The first half of the program features works that frame the concept of mortality in different ways, including Rautavaara’s Suite de Lorca, Runestad’s Let My Love Be Heard, and movements from Howell’s Requiem. An unexpected pairing of David Lang’s oh graveyard (lay this body down) and Paul Caldwell and Sean Ivory’s Ain’t No Grave Can Hold My Body Down previews the struggle between death and life found in the second half of the concert.
The second half of the program features Johann ... view more »
The first half of the program features works that frame the concept of mortality in different ways, including Rautavaara’s Suite de Lorca, Runestad’s Let My Love Be Heard, and movements from Howell’s Requiem. An unexpected pairing of David Lang’s oh graveyard (lay this body down) and Paul Caldwell and Sean Ivory’s Ain’t No Grave Can Hold My Body Down previews the struggle between death and life found in the second half of the concert.
The second half of the program features Johann Sebastian Bach’s cantata Christ lag in Todesbanden (BWV 4). This chorale cantata is among Bach’s earliest compositions in the genre and sets all seven verses of Martin Luther’s chorale, “Christ lay in death’s bonds.” The text, used on Easter Sunday, centers on the struggle between Life and Death, the triumph of Light over Darkness, and the Resurrection. Bach features the chorale melody and text prominently in every movement and in every voice – including the accompanying 5-part strings – presenting the chorale in unaltered form and then in subsequent exciting variations. In the spirit of the genre, the audience can be expected to learn the hymn tune and join the choir at the end of the cantata. The concert will close with the final movement from Craig Hella Johnson’s oratorio, Considering Matthew Shepard, which recounts the tragic murder of Matthew Shepard, a gay student at the University of Wyoming. Rife with references to Bach’s compositional style, the excerpt provides an intricate and rousing conclusion to the concert.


• _Task statement_
Drop the pictures and restate the rest of the listing word for word.

• _Data to use_
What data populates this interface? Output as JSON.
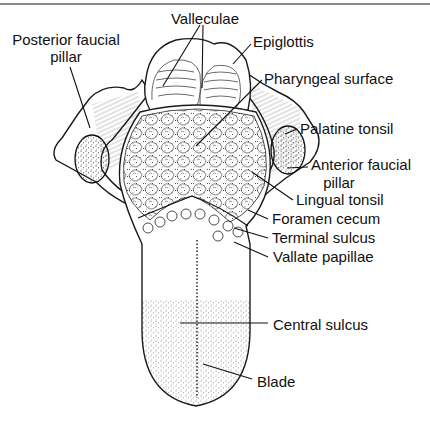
{
  "figure": {
    "colors": {
      "ink": "#111111",
      "rule": "#8a8a8a",
      "background": "#ffffff"
    }
  },
  "labels": {
    "valleculae": "Valleculae",
    "epiglottis": "Epiglottis",
    "posterior_faucial_pillar_line1": "Posterior faucial",
    "posterior_faucial_pillar_line2": "pillar",
    "pharyngeal_surface": "Pharyngeal surface",
    "palatine_tonsil": "Palatine tonsil",
    "anterior_faucial_pillar_line1": "Anterior faucial",
    "anterior_faucial_pillar_line2": "pillar",
    "lingual_tonsil": "Lingual tonsil",
    "foramen_cecum": "Foramen cecum",
    "terminal_sulcus": "Terminal sulcus",
    "vallate_papillae": "Vallate papillae",
    "central_sulcus": "Central sulcus",
    "blade": "Blade"
  }
}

• _Reply_
What data populates this interface? Output as JSON.
{
  "figure": {
    "colors": {
      "ink": "#111111",
      "rule": "#8a8a8a",
      "background": "#ffffff"
    }
  },
  "labels": {
    "valleculae": "Valleculae",
    "epiglottis": "Epiglottis",
    "posterior_faucial_pillar_line1": "Posterior faucial",
    "posterior_faucial_pillar_line2": "pillar",
    "pharyngeal_surface": "Pharyngeal surface",
    "palatine_tonsil": "Palatine tonsil",
    "anterior_faucial_pillar_line1": "Anterior faucial",
    "anterior_faucial_pillar_line2": "pillar",
    "lingual_tonsil": "Lingual tonsil",
    "foramen_cecum": "Foramen cecum",
    "terminal_sulcus": "Terminal sulcus",
    "vallate_papillae": "Vallate papillae",
    "central_sulcus": "Central sulcus",
    "blade": "Blade"
  }
}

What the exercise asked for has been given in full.